IF your Board has relinquished much of its authority to the prez, so that s/he can act alone to fire & hire vendors, that is a separate but, imo, a serious problem to boot.
TimB4 (Tennessee)
Posts: 21,062
Posted:
It appears that you may need to gather support and oust the current board members at the next election.
Then replace them with others who will be more transparent (perhaps you).

If I recall correctly, AZ's open meeting act is relatively new and many have problems with change.
Once you get a set of Directors committed to the open meeting law, then that should become the norm.
LarryB13 (Arizona)
Posts: 4,099
Posted:
Brenda,

The Open Meeting Law applies only to meetings of the board.
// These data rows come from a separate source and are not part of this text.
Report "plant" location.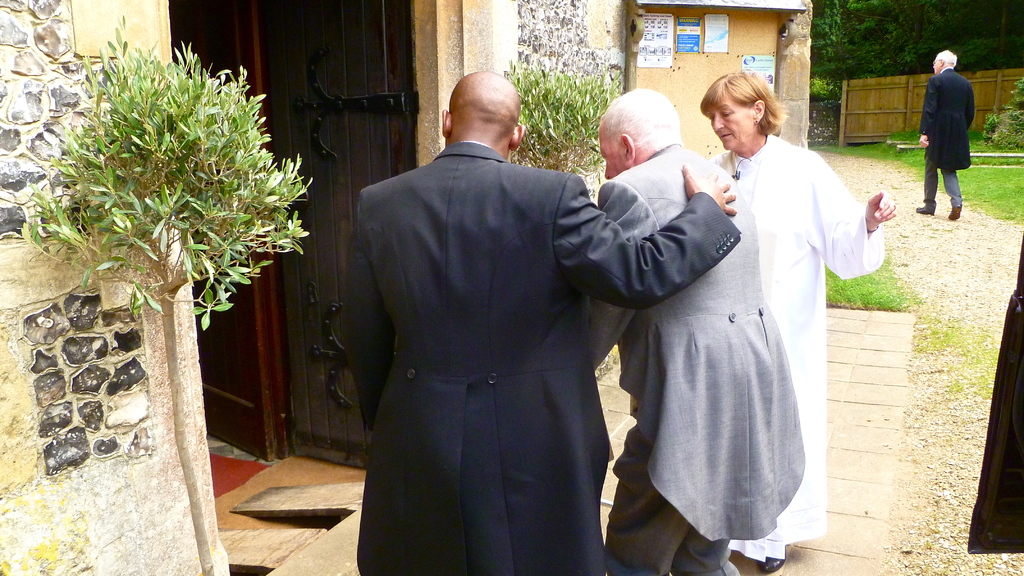
Report: bbox=[12, 15, 316, 331].
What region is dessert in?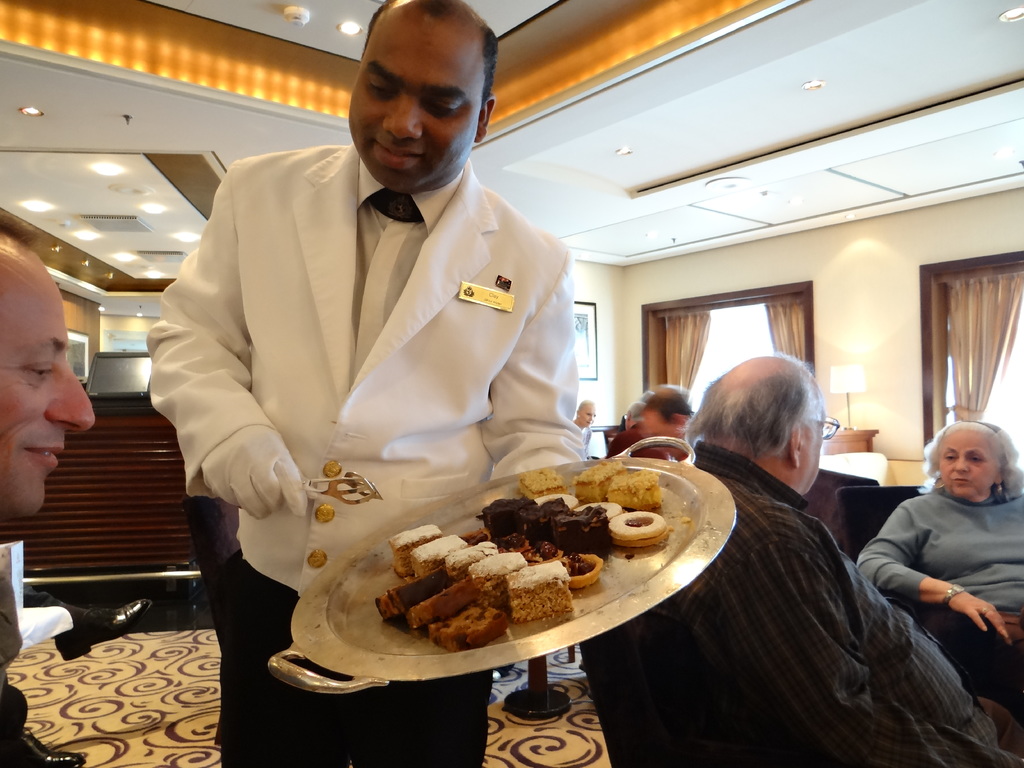
<bbox>442, 540, 509, 576</bbox>.
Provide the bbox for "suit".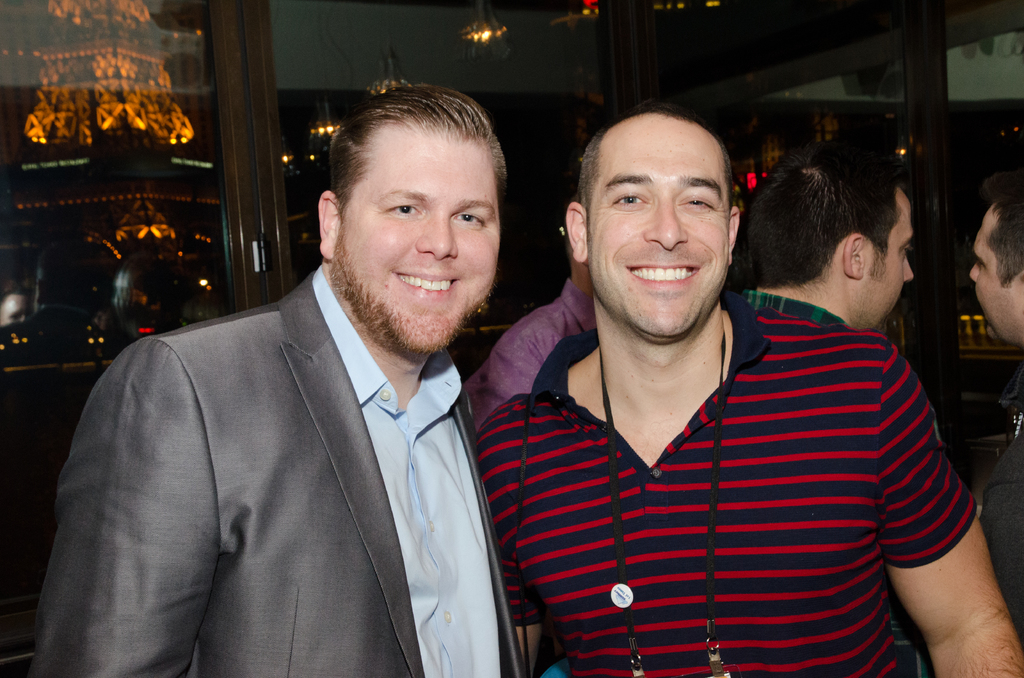
(left=49, top=174, right=563, bottom=666).
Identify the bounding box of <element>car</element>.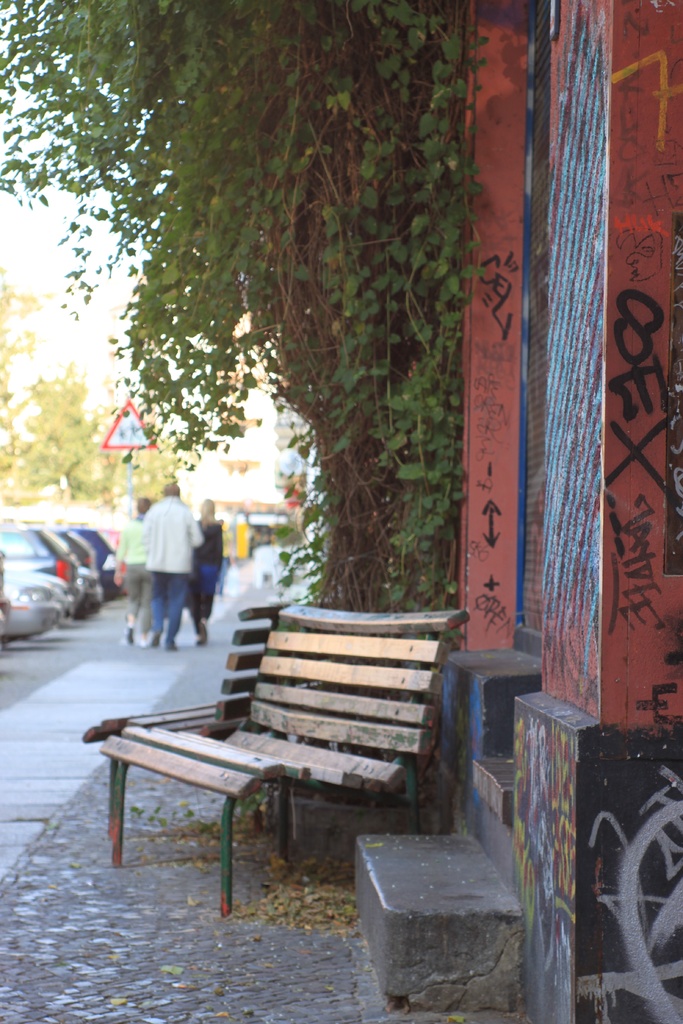
[0,526,81,608].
Officers and other employees may take action that the board has already authorized or they make take action and seek ratification at the next board meeting.
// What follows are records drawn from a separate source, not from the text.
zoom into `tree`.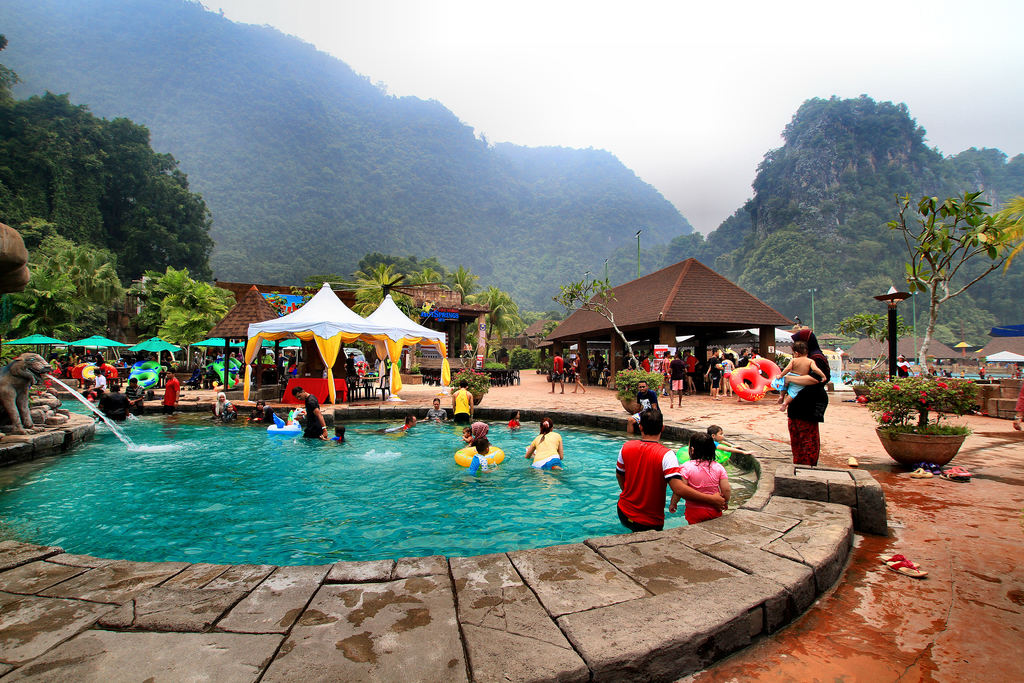
Zoom target: <box>558,267,642,355</box>.
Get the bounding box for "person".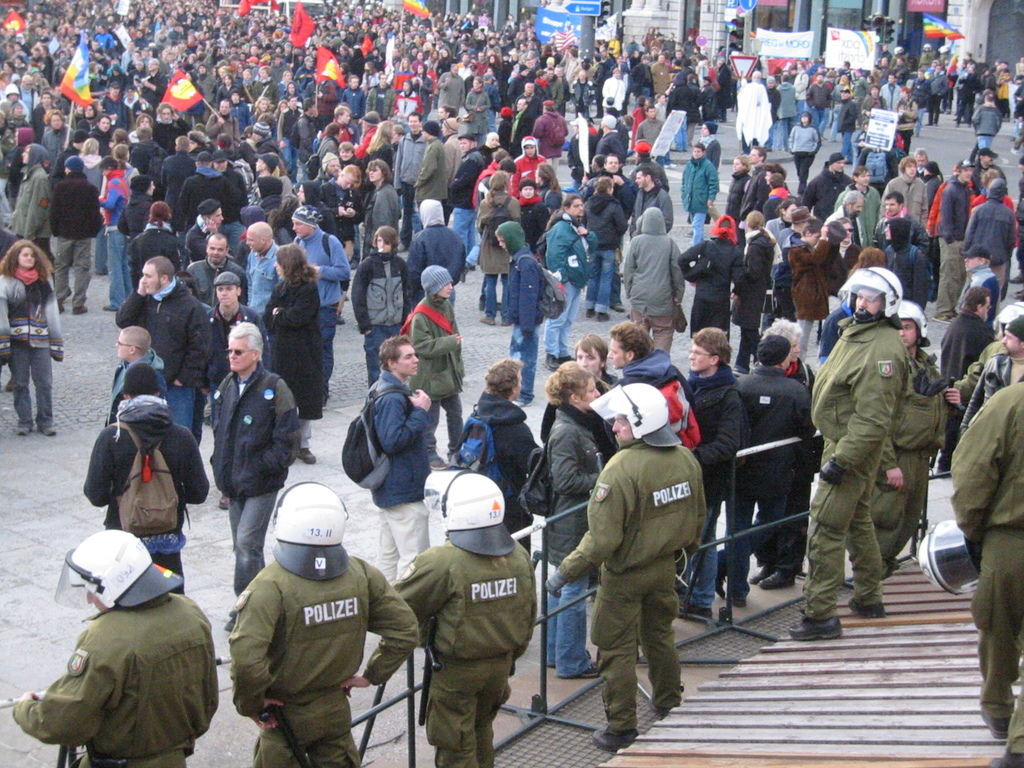
[x1=115, y1=172, x2=163, y2=239].
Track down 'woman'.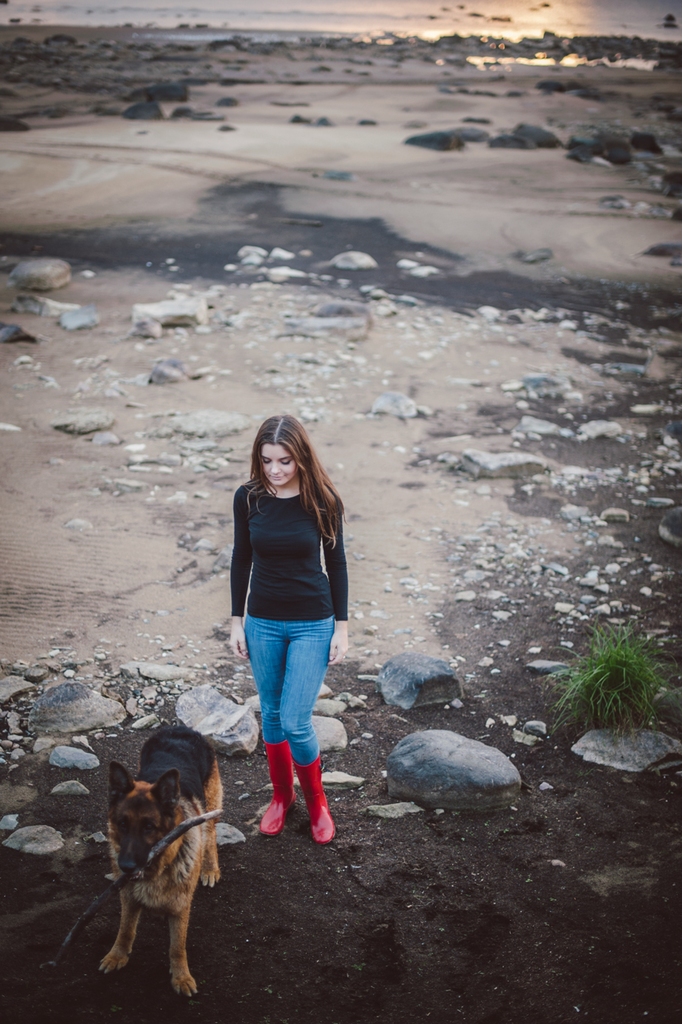
Tracked to l=212, t=408, r=362, b=864.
Most organizations give their officers broad powers to conduct the day-to-day affairs of the corporation. I, for one, advocate doing just that. Not every action requires a board meeting. What you have described sounds like the president using his authority to take action and then seeking approval from the board. I see little wrong with this although I would rather see him spending money that was already approved instead of buying things and then seeking approval.

I know this is not what you want to hear but unless you can find evidence that a quorum of board members is acting outside of meetings I see no violation.
BrendaP2 (Georgia)
Posts: 6
Posted:
LarryB, thank you for your blunt assessment of our situation.
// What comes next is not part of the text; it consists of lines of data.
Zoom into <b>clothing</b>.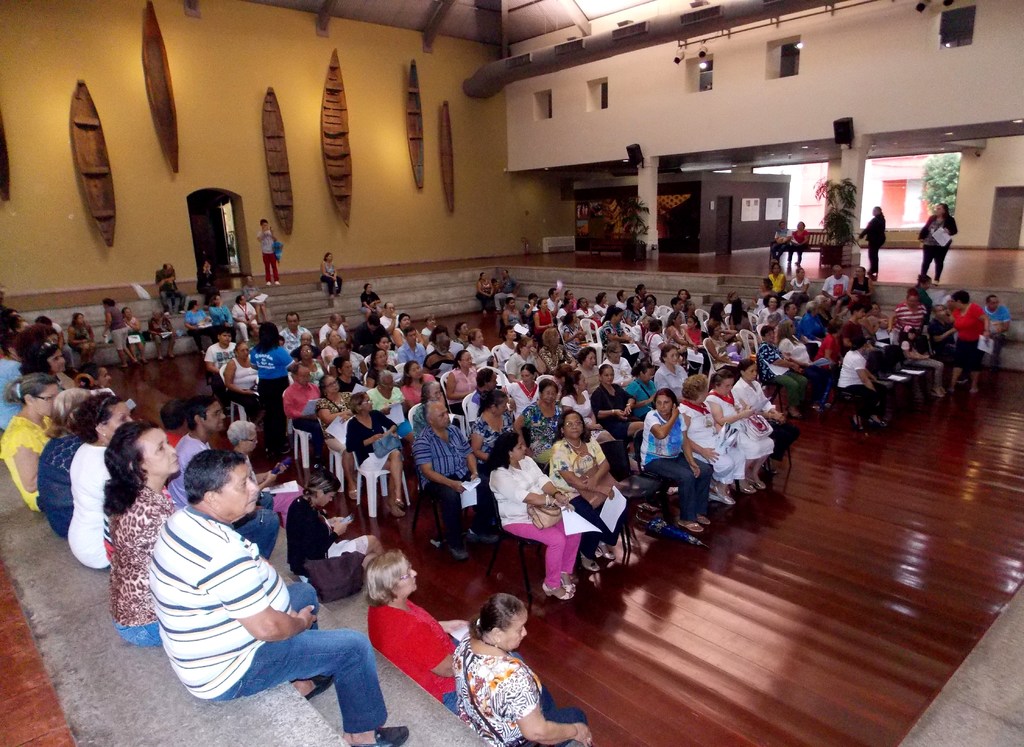
Zoom target: [left=409, top=424, right=476, bottom=557].
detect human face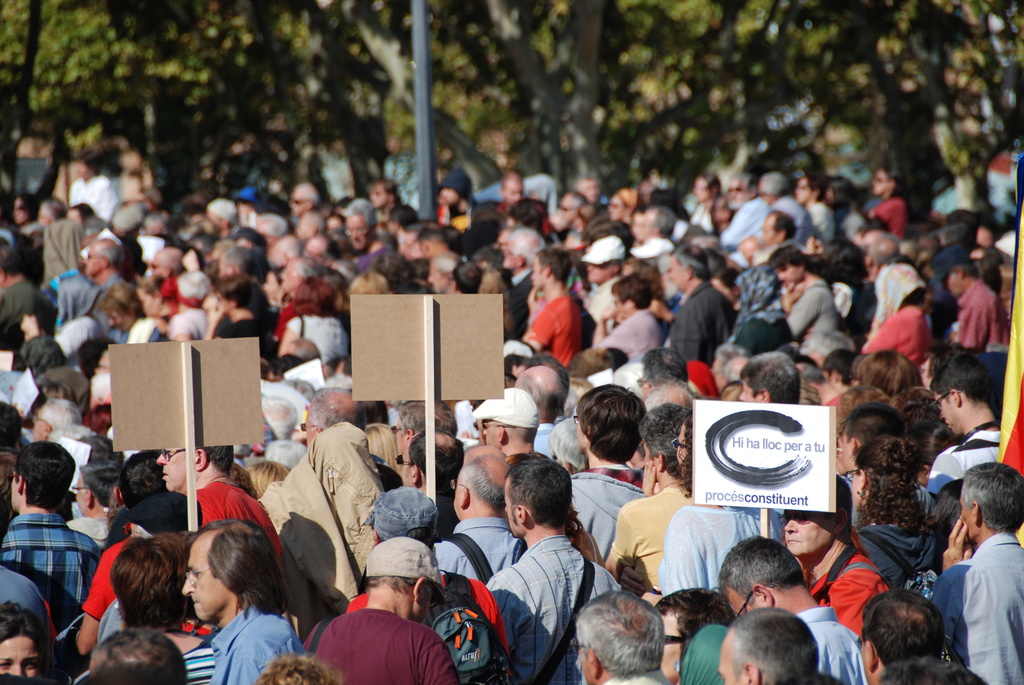
<bbox>863, 639, 870, 684</bbox>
We’re still hoping that other posters might identify language in their documents, or references to state statutes, which require the entire board to approve a vendor BEFORE the vendor is hired. Such references might help us draft amendments or resolutions to prevent individual board members from acting unilaterally in the future.
RichardP13 (California)
Posts: 3,868
Posted:
Brenda

There are no laws or statutes that would prohibit such activity. Larry is correct in that a Board may form an Executive Committee, made up of a minority of Board members that were specified with certain powers outlined in a Board Resolution. While the two instances IMO would warrant different action, there is nothing illegal.

Once you discovered what an individual was doing, did you bring it up at the meeting, and what was their response?
KerryL1 (California)
Posts: 14,550
Posted:
Yes, I agree with Larry & Richard, Brenda. Apparently the board has conferred all hiring & firing and major purchases authority to the Prez. I hope the board realizes that each of its members are responsible for such decisions even if they've opted to not act like HOA board members, i.e., play an active role in the HOA.

I just read this yesterday at HOAleader.com: "I think part of the problem is that board members, especially the presidents of these boards, forget that in a not-for-profit world or at the association level, the board president doesn’t have any privileges or rights over any other board members. It’s the board as a collective body that makes decisions." (complete citation available)

But I also agree that there's most likely no statute that prohibits the prez/Board behaving in this way.

But, your Bylaws (or some other HOA doc) might say that using reserves funds requires the signatures of two directors or a combo of directors & officers for every reserves expenditure over a certain amount, say, $300. I'd think you reserve for entrance monuments. So you might have real concerns on this activity.

Small day-to-day matters are one thing, major contracts and expenditures are another, imo.

In addition, in CA, contracts in formation can be discussed in executive session vs. open meetings. But I can't remember if that's the case in AZ.